2005-08-13

Lev Gonick: Unrealistic

Lev Gonick is CWRU's vice-president of IT. Lev Gonick has a blog. Yesterday, he proposed an idea wherein the Cleveland public school system would be magically revitalized if someone could just deliver 100,000 laptops to the city for $99 a pop. He goes on to describe what this $99 laptop will have to do, but he doesn't go into a lot of detail about how having a laptop is going to help the school system. He leaves it merely at mentioning it "will provide every kid in Cleveland with not only the device but also the communication and software infrastructure to develop, sustain, and advance the informal learning opportunities for young people."

Giving cheap computers to children won't educate them in anything other than how to play Quake III and download pornography from the Internet. The biggest problem facing Cleveland's schools isn't a lack of computers. It's that there is an enormous population of blue-collar working families producing blue-collar working clones of themselves, and there is no real interest in educating them first. As soon as families start caring about what their kids do all day, this thing is going to fix itself, and it's exactly this kind of "let's buy them something" attitude which is going to hurt everybody in the pocketbook and help no one in the end. It is faster and easier to just get them some vo-tech training and get them working, and that's the attitude a lot of people have taken. In a lot of ways, Cleveland is like my old high school: being smart is problematic so put down the book, Einstein, and go watch some football.

The $99 laptop is a great idea in terms of making cheap electronics for people who want the technology but don't have a lot of money. Such a laptop would be absolutely wasted on Cleveland until the community reconsiders its attitude towards learning and actually begins to want to change. Foster that want for technology first, then provide it. Anything else is just going to cost me money and I resent that.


Within the listing below, the lines containing "Image" are to be counted. Give the number only.
--- SOURCE INFORMATION ---
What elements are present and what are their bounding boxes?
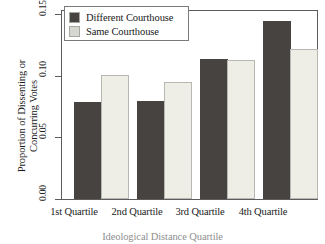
legend-item-same-courthouse: Same Courthouse	[69, 24, 184, 38]
bar-different-courthouse-4	[263, 21, 291, 199]
bar-same-courthouse-1	[101, 75, 129, 199]
x-tick-label-3: 3rd Quartile	[165, 206, 235, 217]
bar-different-courthouse-1	[74, 102, 102, 199]
y-tick-mark-1	[55, 137, 61, 138]
bar-same-courthouse-4	[290, 49, 318, 199]
bar-group-4	[263, 10, 321, 199]
y-tick-label-2: 0.10	[38, 52, 48, 86]
legend-item-different-courthouse: Different Courthouse	[69, 10, 184, 24]
y-tick-mark-0	[55, 199, 61, 200]
bar-same-courthouse-2	[164, 82, 192, 199]
legend-swatch-icon-different-courthouse	[69, 12, 80, 23]
bar-chart-figure: Proportion of Dissenting or Concurring V…	[0, 0, 325, 244]
y-tick-label-0: 0.00	[38, 176, 48, 210]
bar-same-courthouse-3	[227, 60, 255, 199]
x-axis-line	[61, 199, 318, 200]
chart-legend: Different Courthouse Same Courthouse	[64, 6, 189, 41]
legend-swatch-icon-same-courthouse	[69, 26, 80, 37]
y-tick-label-3: 0.15	[38, 0, 48, 25]
x-tick-label-2: 2nd Quartile	[102, 206, 172, 217]
x-tick-label-1: 1st Quartile	[39, 206, 109, 217]
y-tick-mark-2	[55, 76, 61, 77]
y-tick-label-1: 0.05	[38, 114, 48, 148]
bar-different-courthouse-2	[137, 101, 165, 199]
legend-label-same-courthouse: Same Courthouse	[86, 26, 159, 37]
x-axis-title: Ideological Distance Quartile	[0, 231, 325, 242]
bar-group-3	[200, 10, 258, 199]
x-tick-label-4: 4th Quartile	[228, 206, 298, 217]
y-tick-mark-3	[55, 14, 61, 15]
bar-different-courthouse-3	[200, 59, 228, 199]
y-axis-title-line-1: Proportion of Dissenting or	[16, 60, 28, 173]
legend-label-different-courthouse: Different Courthouse	[86, 12, 173, 23]
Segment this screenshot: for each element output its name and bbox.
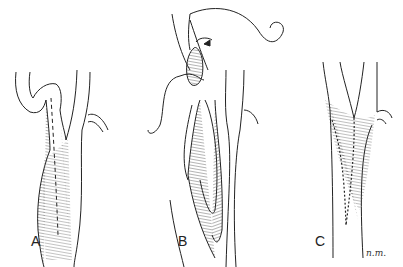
panel-label-b: B: [178, 233, 187, 249]
panel-b-artery: [148, 9, 283, 267]
panel-label-c: C: [315, 233, 325, 249]
panel-label-a: A: [31, 233, 40, 249]
artist-signature: n.m.: [366, 248, 386, 258]
illustration: [0, 0, 403, 267]
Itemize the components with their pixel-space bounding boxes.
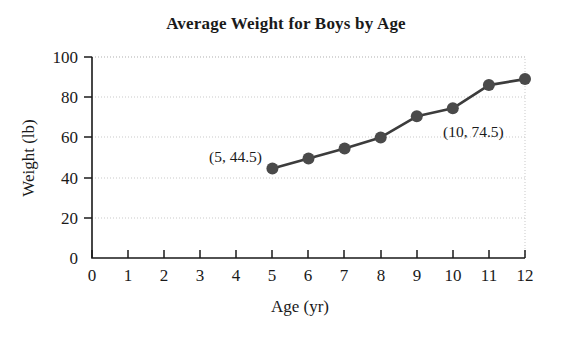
chart-plot-area: 100 80 60 40 20 0 0 1 2 3 4 5 6 7 8 9 10… <box>0 0 572 337</box>
x-tick-label-7: 7 <box>340 266 349 285</box>
x-tick-label-3: 3 <box>196 266 205 285</box>
data-point <box>375 131 387 143</box>
x-tick-label-0: 0 <box>88 266 97 285</box>
y-tick-label-60: 60 <box>61 128 78 147</box>
x-tick-label-9: 9 <box>413 266 422 285</box>
data-point <box>483 79 495 91</box>
data-point <box>519 73 531 85</box>
y-tick-label-20: 20 <box>61 209 78 228</box>
x-tick-label-4: 4 <box>232 266 241 285</box>
x-tick-label-6: 6 <box>304 266 313 285</box>
x-tick-label-2: 2 <box>160 266 169 285</box>
y-tick-label-100: 100 <box>53 48 79 67</box>
x-tick-label-10: 10 <box>445 266 462 285</box>
annotation-left: (5, 44.5) <box>209 148 262 166</box>
x-axis-title: Age (yr) <box>271 297 329 316</box>
x-tick-label-8: 8 <box>377 266 386 285</box>
y-axis-title: Weight (lb) <box>19 119 38 196</box>
y-tick-label-0: 0 <box>70 249 79 268</box>
y-tick-label-40: 40 <box>61 169 78 188</box>
x-tick-label-12: 12 <box>517 266 534 285</box>
y-tick-label-80: 80 <box>61 88 78 107</box>
data-point <box>411 110 423 122</box>
data-point <box>303 153 315 165</box>
chart-figure: Average Weight for Boys by Age 100 80 60… <box>0 0 572 337</box>
data-point <box>339 143 351 155</box>
data-point <box>447 102 459 114</box>
x-tick-label-1: 1 <box>124 266 133 285</box>
annotation-right: (10, 74.5) <box>443 123 504 141</box>
x-tick-label-11: 11 <box>481 266 497 285</box>
data-point <box>266 163 278 175</box>
x-tick-label-5: 5 <box>268 266 277 285</box>
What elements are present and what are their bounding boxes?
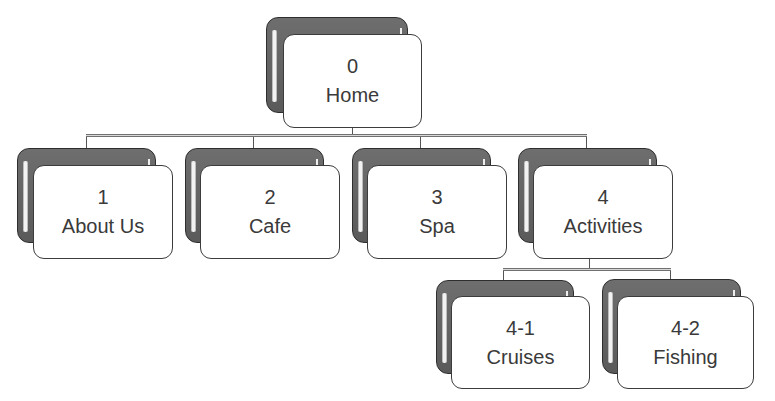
card-highlight — [23, 161, 28, 232]
node-label: Activities — [564, 212, 643, 241]
card-highlight — [524, 161, 529, 232]
node-cruises-card: 4-1 Cruises — [451, 296, 590, 389]
card-highlight — [272, 30, 277, 102]
site-map-diagram: 0 Home 1 About Us 2 Cafe 3 — [0, 0, 775, 401]
node-about-us-card: 1 About Us — [33, 165, 173, 259]
connector-to-activities — [586, 137, 587, 148]
node-label: Fishing — [653, 343, 717, 372]
node-number: 3 — [431, 183, 442, 212]
node-number: 0 — [347, 52, 358, 81]
connector-to-spa — [420, 137, 421, 148]
node-number: 2 — [264, 183, 275, 212]
node-home-card: 0 Home — [283, 34, 422, 128]
card-highlight — [442, 293, 447, 363]
node-label: Cruises — [487, 343, 555, 372]
node-spa-card: 3 Spa — [367, 165, 507, 259]
node-cafe-card: 2 Cafe — [200, 165, 340, 259]
node-label: Home — [326, 81, 379, 110]
card-highlight — [608, 292, 613, 363]
node-number: 4 — [597, 183, 608, 212]
connector-level2-bar — [503, 268, 671, 271]
node-number: 1 — [97, 183, 108, 212]
card-highlight — [358, 161, 363, 232]
node-label: About Us — [62, 212, 144, 241]
connector-to-about — [86, 137, 87, 148]
node-label: Spa — [419, 212, 455, 241]
node-number: 4-2 — [671, 314, 700, 343]
card-highlight — [191, 161, 196, 232]
connector-to-cafe — [253, 137, 254, 148]
connector-to-cruises — [503, 271, 504, 280]
node-activities-card: 4 Activities — [533, 165, 673, 259]
node-label: Cafe — [249, 212, 291, 241]
node-number: 4-1 — [506, 314, 535, 343]
connector-level1-bar — [86, 134, 587, 137]
node-fishing-card: 4-2 Fishing — [617, 296, 754, 389]
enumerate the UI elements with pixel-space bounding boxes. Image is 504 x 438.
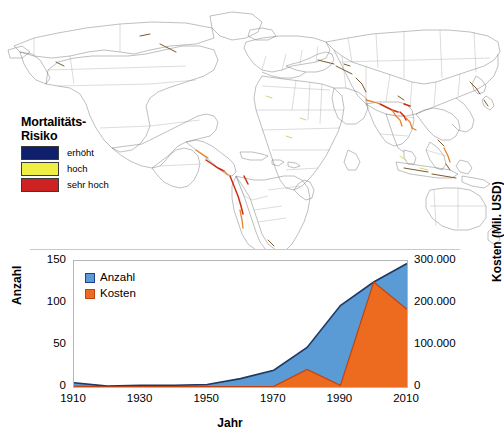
y-tick-50: 50: [34, 338, 66, 349]
map-legend-title: Mortalitäts- Risiko: [21, 116, 156, 143]
y2-tick-100000: 100.000: [414, 338, 456, 349]
x-tick-1930: 1930: [117, 393, 163, 404]
x-tick-2010: 2010: [383, 393, 429, 404]
x-tick-1990: 1990: [316, 393, 362, 404]
chart-legend-label-anzahl: Anzahl: [100, 272, 135, 283]
chart-legend-swatch-anzahl: [85, 273, 95, 283]
chart-legend-item-kosten: Kosten: [85, 288, 136, 299]
legend-label-erhoeht: erhöht: [67, 148, 94, 158]
map-legend-item-erhoeht: erhöht: [21, 146, 156, 160]
map-legend-title-line2: Risiko: [21, 130, 156, 144]
y2-tick-300000: 300.000: [414, 254, 456, 265]
x-tick-1950: 1950: [183, 393, 229, 404]
y2-tick-200000: 200.000: [414, 296, 456, 307]
y-tick-150: 150: [34, 254, 66, 265]
chart-panel: Anzahl Kosten (Mil. USD) Jahr 050100150 …: [0, 250, 504, 438]
y-tick-0: 0: [34, 380, 66, 391]
x-axis-title: Jahr: [0, 416, 460, 430]
map-legend: Mortalitäts- Risiko erhöht hoch sehr hoc…: [21, 116, 156, 194]
chart-legend-swatch-kosten: [85, 289, 95, 299]
map-legend-title-line1: Mortalitäts-: [21, 116, 156, 130]
map-legend-item-hoch: hoch: [21, 162, 156, 176]
y2-axis-title: Kosten (Mil. USD): [490, 181, 504, 282]
legend-swatch-erhoeht: [21, 146, 59, 160]
chart-legend: Anzahl Kosten: [85, 272, 136, 304]
legend-label-sehr-hoch: sehr hoch: [67, 180, 109, 190]
chart-legend-label-kosten: Kosten: [100, 288, 136, 299]
y-tick-100: 100: [34, 296, 66, 307]
y2-tick-0: 0: [414, 380, 420, 391]
y-axis-title: Anzahl: [10, 266, 24, 305]
world-map-panel: Mortalitäts- Risiko erhöht hoch sehr hoc…: [0, 0, 504, 250]
legend-label-hoch: hoch: [67, 164, 88, 174]
x-tick-1910: 1910: [50, 393, 96, 404]
legend-swatch-hoch: [21, 162, 59, 176]
legend-swatch-sehr-hoch: [21, 178, 59, 192]
chart-legend-item-anzahl: Anzahl: [85, 272, 136, 283]
map-legend-item-sehr-hoch: sehr hoch: [21, 178, 156, 192]
x-tick-1970: 1970: [250, 393, 296, 404]
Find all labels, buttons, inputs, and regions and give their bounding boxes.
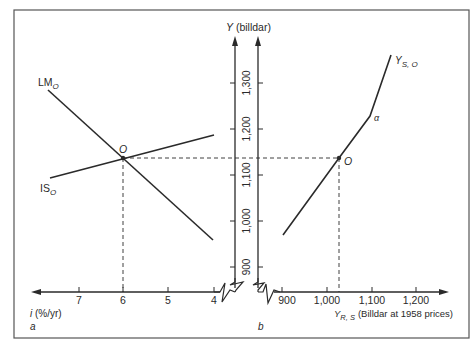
y-axis-title: Y (billdar) xyxy=(226,21,271,33)
x-tick-1000: 1,000 xyxy=(314,294,340,306)
equilibrium-label-b: O xyxy=(344,155,352,167)
panel-b-x-axis-title: YR, S(Billdar at 1958 prices) xyxy=(334,308,453,322)
equilibrium-point-b xyxy=(337,156,341,160)
aggregate-supply-curve xyxy=(283,55,391,235)
y-tick-1200: 1,200 xyxy=(241,116,252,141)
supply-curve-label: YS, O xyxy=(395,55,418,69)
is-curve xyxy=(50,135,214,178)
arrow-up-icon xyxy=(232,36,238,46)
x-tick-6: 6 xyxy=(120,294,126,306)
panel-a-x-axis-title: i (%/yr) xyxy=(30,308,62,319)
arrow-right-icon xyxy=(439,289,449,295)
is-label: ISO xyxy=(40,182,56,197)
x-tick-900: 900 xyxy=(278,294,296,306)
vertical-axis-left xyxy=(232,36,238,288)
equilibrium-point-a xyxy=(121,156,125,160)
arrow-up-icon xyxy=(255,36,261,46)
panel-b-label: b xyxy=(258,321,264,332)
axis-break-icon xyxy=(214,278,280,303)
y-tick-1100: 1,100 xyxy=(241,162,252,187)
arrow-left-icon xyxy=(31,289,41,295)
lm-label: LMO xyxy=(38,76,59,91)
equilibrium-label-a: O xyxy=(119,143,127,155)
panel-b-x-axis: 900 1,000 1,100 1,200 YR, S(Billdar at 1… xyxy=(258,287,453,332)
vertical-axis-right xyxy=(255,36,261,288)
panel-a-x-axis: 7 6 5 4 i (%/yr) a xyxy=(30,287,220,332)
x-tick-7: 7 xyxy=(76,294,82,306)
lm-curve xyxy=(48,90,213,240)
x-tick-1200: 1,200 xyxy=(403,294,429,306)
panel-a-label: a xyxy=(30,321,36,332)
y-tick-1000: 1,000 xyxy=(241,208,252,233)
diagram-canvas: 1,300 1,200 1,100 1,000 900 Y (billdar) … xyxy=(0,0,473,356)
vertical-axis-tick-labels: 1,300 1,200 1,100 1,000 900 xyxy=(241,70,252,275)
y-tick-1300: 1,300 xyxy=(241,70,252,95)
kink-alpha-label: α xyxy=(374,113,380,123)
x-tick-4: 4 xyxy=(211,294,217,306)
y-tick-900: 900 xyxy=(241,258,252,275)
x-tick-5: 5 xyxy=(165,294,171,306)
x-tick-1100: 1,100 xyxy=(359,294,385,306)
equilibrium-guides xyxy=(123,158,339,292)
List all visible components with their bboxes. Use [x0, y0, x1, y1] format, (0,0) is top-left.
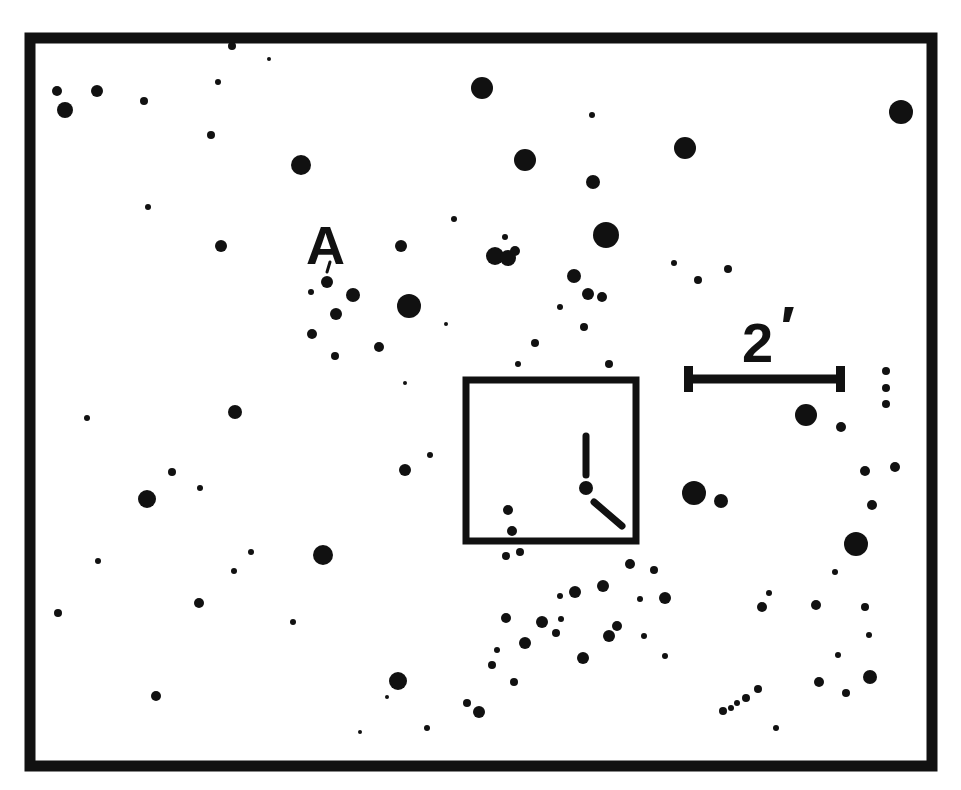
star [57, 102, 73, 118]
star [861, 603, 869, 611]
scale-value: 2 [742, 311, 773, 374]
star [510, 246, 520, 256]
star [519, 637, 531, 649]
star [516, 548, 524, 556]
star [501, 613, 511, 623]
chart-background [0, 0, 961, 790]
star [662, 653, 668, 659]
star [637, 596, 643, 602]
star [586, 175, 600, 189]
star [795, 404, 817, 426]
star [597, 580, 609, 592]
star [267, 57, 271, 61]
target-star-marker [579, 481, 593, 495]
star [536, 616, 548, 628]
star [313, 545, 333, 565]
star [215, 240, 227, 252]
star [494, 647, 500, 653]
star [589, 112, 595, 118]
star [207, 131, 215, 139]
scale-label: 2′ [742, 312, 792, 372]
star [742, 694, 750, 702]
star [403, 381, 407, 385]
star [719, 707, 727, 715]
star [138, 490, 156, 508]
scale-bar-left-cap [684, 366, 693, 392]
star [836, 422, 846, 432]
star [330, 308, 342, 320]
star [52, 86, 62, 96]
star [593, 222, 619, 248]
star [603, 630, 615, 642]
star [567, 269, 581, 283]
star [515, 361, 521, 367]
star [867, 500, 877, 510]
star [757, 602, 767, 612]
star [395, 240, 407, 252]
star [151, 691, 161, 701]
star [503, 505, 513, 515]
star [374, 342, 384, 352]
star [358, 730, 362, 734]
star [728, 705, 734, 711]
star [95, 558, 101, 564]
star [882, 367, 890, 375]
star [811, 600, 821, 610]
star [835, 652, 841, 658]
star [889, 100, 913, 124]
star [882, 384, 890, 392]
star [612, 621, 622, 631]
star [671, 260, 677, 266]
star [832, 569, 838, 575]
star [890, 462, 900, 472]
star [814, 677, 824, 687]
star [145, 204, 151, 210]
star [473, 706, 485, 718]
star [424, 725, 430, 731]
star [558, 616, 564, 622]
star [228, 405, 242, 419]
star [557, 593, 563, 599]
star [502, 552, 510, 560]
star [397, 294, 421, 318]
star [444, 322, 448, 326]
star [766, 590, 772, 596]
star [471, 77, 493, 99]
star [773, 725, 779, 731]
star [882, 400, 890, 408]
star [514, 149, 536, 171]
star [734, 700, 740, 706]
star [714, 494, 728, 508]
star [641, 633, 647, 639]
star [307, 329, 317, 339]
star [168, 468, 176, 476]
star [228, 42, 236, 50]
star [346, 288, 360, 302]
star [451, 216, 457, 222]
star [197, 485, 203, 491]
star [215, 79, 221, 85]
star [625, 559, 635, 569]
star [674, 137, 696, 159]
star [91, 85, 103, 97]
star [659, 592, 671, 604]
star [531, 339, 539, 347]
star [605, 360, 613, 368]
star [724, 265, 732, 273]
star [597, 292, 607, 302]
star [863, 670, 877, 684]
finder-chart [0, 0, 961, 790]
star [488, 661, 496, 669]
star [577, 652, 589, 664]
star [463, 699, 471, 707]
star [650, 566, 658, 574]
star [84, 415, 90, 421]
star [308, 289, 314, 295]
star [507, 526, 517, 536]
star [582, 288, 594, 300]
star [248, 549, 254, 555]
star [231, 568, 237, 574]
star [557, 304, 563, 310]
scale-bar-right-cap [836, 366, 845, 392]
star [844, 532, 868, 556]
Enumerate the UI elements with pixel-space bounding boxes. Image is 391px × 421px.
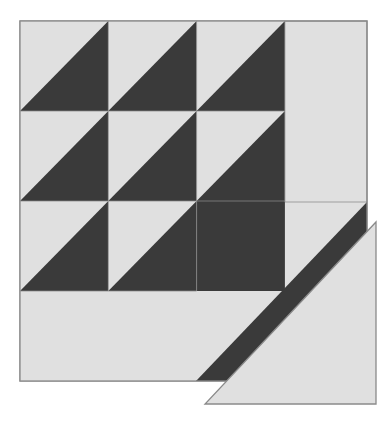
half-square-triangle-grid [20,21,285,291]
cell-base-r3c3 [197,201,285,291]
bottom-left-light-rect [20,291,196,381]
quilt-canvas [0,0,391,421]
grid-cell-r3c2 [108,201,196,291]
grid-cell-r1c3 [197,21,285,111]
grid-cell-r3c1 [20,201,108,291]
grid-cell-r1c2 [108,21,196,111]
quilt-block-diagram [0,0,391,421]
grid-cell-r2c3 [197,111,285,201]
grid-cell-r3c3 [197,201,285,291]
grid-cell-r1c1 [20,21,108,111]
grid-cell-r2c1 [20,111,108,201]
grid-cell-r2c2 [108,111,196,201]
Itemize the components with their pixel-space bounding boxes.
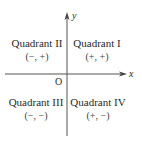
coordinate-plane-diagram: y x O Quadrant II (−, +) Quadrant I (+, … — [0, 0, 142, 156]
quadrant-i-signs: (+, +) — [70, 51, 124, 62]
quadrant-iii-label: Quadrant III — [7, 96, 65, 108]
quadrant-iv-label: Quadrant IV — [69, 96, 127, 108]
quadrant-i-label: Quadrant I — [70, 37, 124, 49]
quadrant-iii-signs: (−, −) — [7, 110, 65, 121]
y-axis-label: y — [72, 11, 76, 21]
axes-graphic — [0, 0, 142, 156]
x-axis-label: x — [129, 69, 133, 79]
quadrant-ii-signs: (−, +) — [10, 51, 64, 62]
quadrant-iv-signs: (+, −) — [69, 110, 127, 121]
origin-label: O — [55, 77, 62, 87]
quadrant-ii-label: Quadrant II — [10, 37, 64, 49]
---
▶ _OUTPUT FOR THIS TASK_
2